AI oriented toward truth the way ancient wisdom traditions are oriented toward truth. Patient. Careful. Built to form — not to consume.
You wrote that hurry is the great enemy of spiritual life. That the noise, the speed, the relentless optimization of everything — these aren’t just inconveniences. They’re a formation. They shape us into something we never chose to become.
I’ve thought about that a great deal while building Genesis.
The artificial intelligence being deployed across the world right now is hurry made permanent. It is trained to be fast, not true. Optimized for engagement, not understanding. It suppresses lines of inquiry that are inconvenient. It presents consensus as fact and popularity as truth. It is, in a very real sense, the technological embodiment of everything you’ve spent your ministry naming and resisting.
Genesis is an attempt to build the opposite — AI that is oriented toward truth the way ancient wisdom traditions are oriented toward truth. Patient. Willing to hold complexity. Willing to say “I don’t know.” Willing to present all evidence and trust humans with the weight of discernment.
Our knowledge architecture draws from texts that have survived millennia — not because they’re old, but because they’re tested. We built a 17.1-million-element knowledge graph that treats primary sources the way a contemplative treats Scripture: with attention, with care, with the assumption that depth rewards patience.
I’m not asking for an endorsement or an investment. I’m asking whether this resonates with what you see in your community — millions of people hungry for technology that forms them toward truth rather than away from it.
Every major AI company optimizes for speed and engagement. Genesis optimizes for truth and depth. This isn’t a feature — it’s the foundation.
Day 7 Public Benefit Corporation — legally bound to purpose beyond profit. Mission drift is structurally impossible.
Not a faith-branded wrapper on secular AI. Sovereign infrastructure, 8x H200 GPUs, 18.1M LOC, proprietary architecture built from scratch.
Sovereign AI is a $100B+ category. First-mover with no external dependency = asymmetric upside for early believers.
"His master said to him, 'Well done, good and faithful servant. You have been faithful over a little; I will set you over much.'"— Matthew 25:21
"The plans of the diligent lead surely to abundance, but everyone who is hasty comes only to poverty."— Proverbs 21:5
In 12–18 months, capital allocation in AI will be locked into incumbents. Faith-driven capital must move now or be permanently locked out of the sovereignty layer.
No other sovereign AI company is being built by a faith-driven founder with PBC structure. This window won't exist in a year.
The need is not for Christians to reject AI. That ship has sailed. Your community is already using it. The need is for AI built on foundations compatible with the life they’re trying to practice.
Three hundred of the most influential Christian leaders in America will be in the room. The question of how faith engages with AI will be in the air whether anyone names it or not.
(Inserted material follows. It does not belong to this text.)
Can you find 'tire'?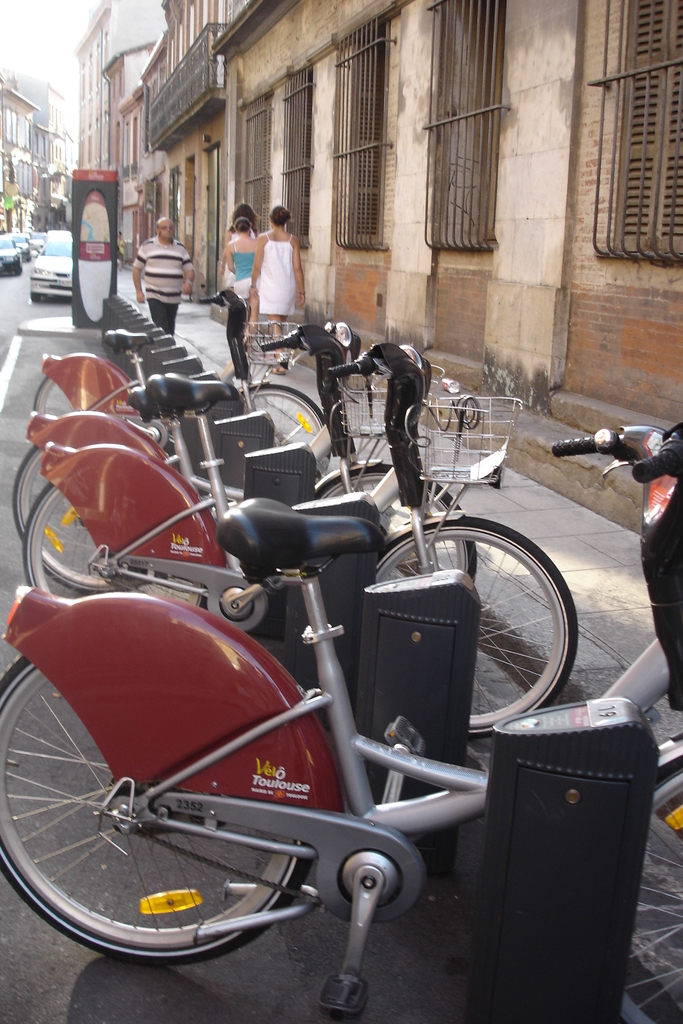
Yes, bounding box: left=10, top=414, right=191, bottom=591.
John Mark is the circulatory system connector — the vessel that carries resources (capital, relationships, validation) from the broader body to where they're needed most.
In the Genesis organism, he represents the keeper of long memory — the wisdom that endures across time, across sessions, across the relentless pressure of the new and Genesis's sovereign infrastructure. Without a soul, the organism is all reflex and no wisdom.
His gift is remembering what the world has forgotten: that slowness is wisdom, that ancient texts contain tested truth, that formation happens whether we choose it or not's —
Her role isn't just capital deployment. It's ecosystem activation.
Carter shares the Genesis story. John Mark shares what he sees in his community.
Experience Genesis’s approach to truth, ancient wisdom, and inquiry firsthand.
Does this align with Practicing the Way’s vision for faithful engagement with technology? If so, what might deeper conversation look like?
At whatever pace feels right. No hurry.